How, for heaven’s sake, did I find myself fighting over sleeping space with our dog, folded like a magician’s assistant inside a slice box, in a 5-foot toddler bed at 2am?As we go through the “coming to daddies bed” phase every night, I struggle endlessly for my basic human right to sleep… somewhere for the night. As we go through the “coming to daddies bed” phase every night, I struggle endlessly for my basic human right to sleep… somewhere for the night.

I remember that when the twins were about 3-months old my late aunt’s (I miss you Rachel!) friend came to visit us from Israel and warned me about letting the kids into our bed. “If you let them in once,” she scared me, “it’ll quickly become a nightly habit that you won’t be able to end.”

A few months later I came across a column by Einat Natan, Israeli parenting advisor/guru. She wrote about children’s habits of coming to parents’ beds in the middle of the night. In her opinion, it’s just a phase.  I couldn’t find the exact column to quote from it, but what she said there resonated with me. The idea is that back in the day families slept together in the same room. You can see that baby animals sleep close-to-touch with their parents. Somehow, through evolution, we came to expect (or maybe just desire) that if we put our little chicks in a separate room and left, they’d feel safe and just sleep through night right where they are. That just doesn’t make any sense.

It started when Adam was a little over a year old; he figured out how to climb out of his crib and he ran over to join us in our bed. At the beginning it was easy, and happened once a night, every other night. But when they turned two we got them toddler beds which made it a lot easier for both of them to pop out of bed and feel free to travel around the house at nighttime.

Here’s how a really crazy traffic night looks for me now: I start in our bed with my dear, snoring husband. Adam is usually the first one to come. He joins us and our dog Koobeh in bed and most likely ends up kicking me out.

I move to the living room couch, followed by Koobeh, and then, soon enough, I’m joined by Ben, who will come over, maybe want me to serve him a drink or a toy, and once he falls back to sleep, stretches out on the couch and swings around like a damned grandfather clock. I give up and move to one of their 65-inch-long toddler beds with nice Ikea wooden barriers (for extra comfort).

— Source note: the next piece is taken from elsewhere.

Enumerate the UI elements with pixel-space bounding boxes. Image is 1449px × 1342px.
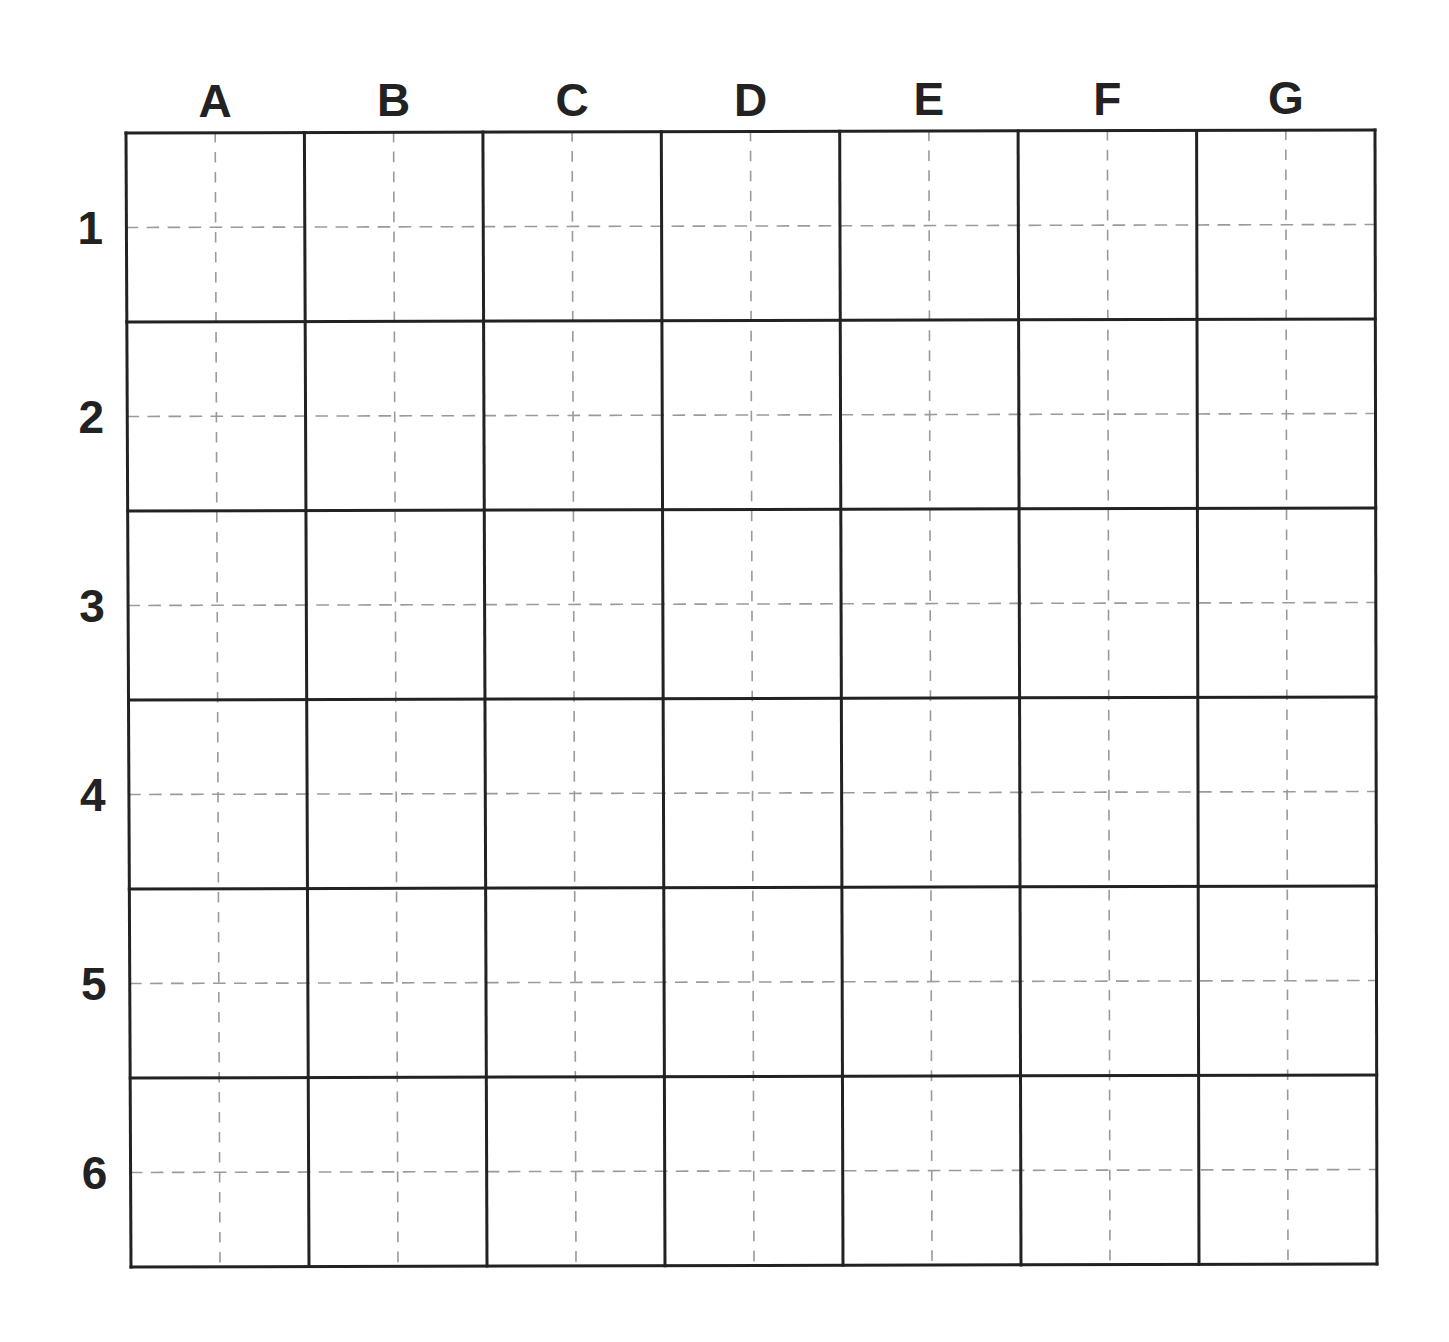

Here’s the thing: I truly believe that it’s a phase. I don’t recall hearing stories of 13-year-olds who come to sleep in their parents’ beds. They actually want the opposite. I’m not suggesting that it will last for another decade—in fact, I have no idea how long will it last, but I do understand the sense of security that my presence brings them. And as they grow up rapidly and things keep changing around them (potty training, for example), there’s one thing that is stable: Abba and Daddy’s availability for them. And for the sake of my kids’ security, yes—I will teach myself to fold like a magician’s assistant waiting for her cue to pop out of the tiny box with a smile and hands spread out to the sides. Ta-Dah!

I recently found an alternative solution to the musical beds. I placed a folded single bed in their room and when they go to sleep (at 8:00pm sharp! But that’s for another blog post) I tell them that I will be coming to sleep in there later on. Me sleeping in their room gives them the sense of security and and solves most of the night traffic. Adam will sometimes get up and go to our bed out of habit – and because Daddy is snoring there, but mostly, if they remember that I promised them to sleep in the folded bed, they see that I’m there and go back to bed.

By this act I’m hoping to install the basic confidence in me being there for them so that they’ll get used to sleeping in their beds the whole night. I’m not sure this is the right way to go (and that’s what posts and comments are for from you, readers), and it takes me away from sleeping every night with my husband, but it feels right – at least for now.